1st Edition

The Persistence of Racialization Literature, Gender, and Ethnicity

By Luz Angélica Kirschner Copyright 2025
    254 Pages
    by Routledge

    The Persistence of Racialization: Literature, Gender, and Ethnicity represents the attempt at unpacking the legacy of modern ideas of race initiated and established during the conquest of the Americas and their current relevance for literary criticism of ethnic writing, also known as minority writing. The book challenges ideas of a post-racial globalized world to question the tendency to devaluate ethnic literary writing in general, and ethnic women’s productions in particular, by questioning reductive literary criticism of ethnic writing that perpetuates bias against ethnic writing and its authors.

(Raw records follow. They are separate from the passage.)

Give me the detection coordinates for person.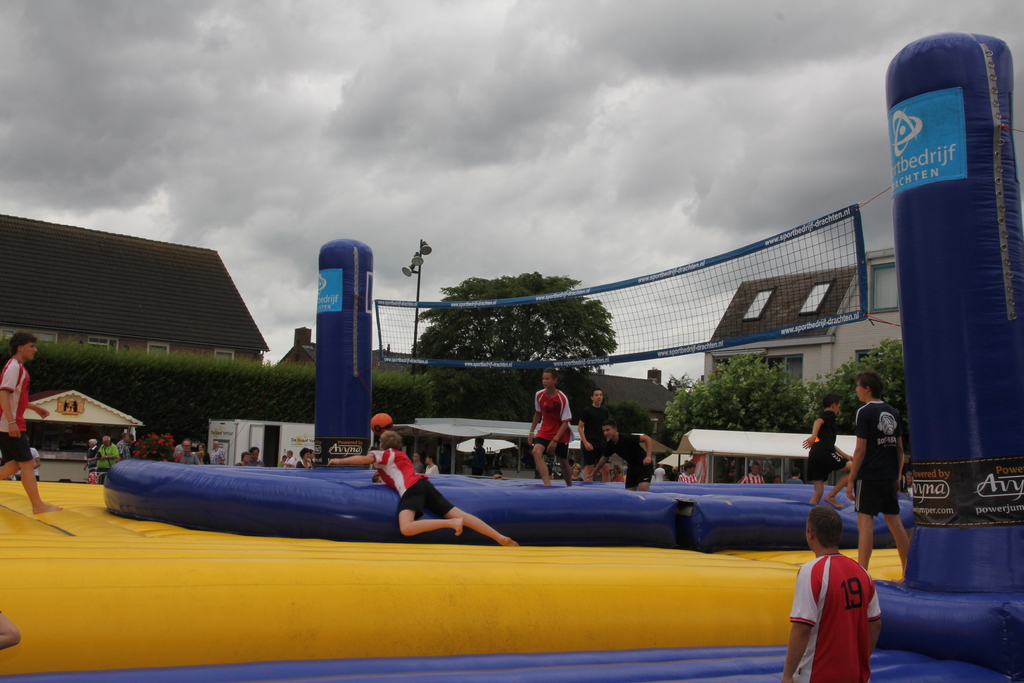
x1=328 y1=428 x2=518 y2=547.
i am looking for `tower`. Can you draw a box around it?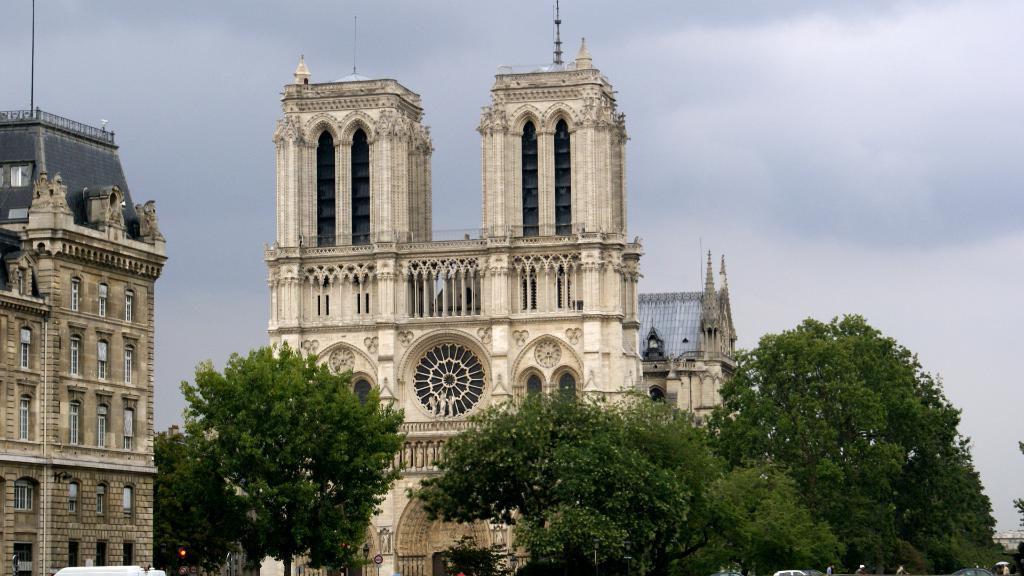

By advocating for a decolonial literary imagination, the book urges literary critics of ethnic writing to consider the complexities of modern race and its enduring impact on contemporary social and cultural narratives. Updated literary analyses of Jewish Argentine, Turkish German, and Chinese American women writers encourage literary critics of ethnic writing to explore alternative transnational frameworks that prioritize equity, diversity, and social justice.

    Acknowledgements

    Introduction: The Persistence of Racialization

    1 Decolonizing Ethnic Literary Criticism: The Implications of Race

    2 Ana María Shua’s and Reina Roffé’s Short Stories: Gender and Power in an Unevenly Globalized World

    3 Cartographies of Shifting Strategies: The Writing of Seyran Ateş and Yadé Kara

    4 Sigrid Nunez’ Salvation City and Gish Jen’ World and Town: The Reparative Power of Endings That Are Not Over

    5 Conclusion

    Index

    Biography

    Luz Angélica Kirschner is Associate Professor in the School of American & Global Studies at South Dakota State University. She is editor and author of the volumes Expanding Latinidad: An Inter-American Perspective (2012) and coeditor and author of Human Rights in the Americas (2021). Some of her publications have appeared in the The Cambridge History of Latina/o Literature (2018), The Routledge Handbook to the History and Society of the Americas (2019), The Routledge Handbook to Culture and Media of the Americas (2020).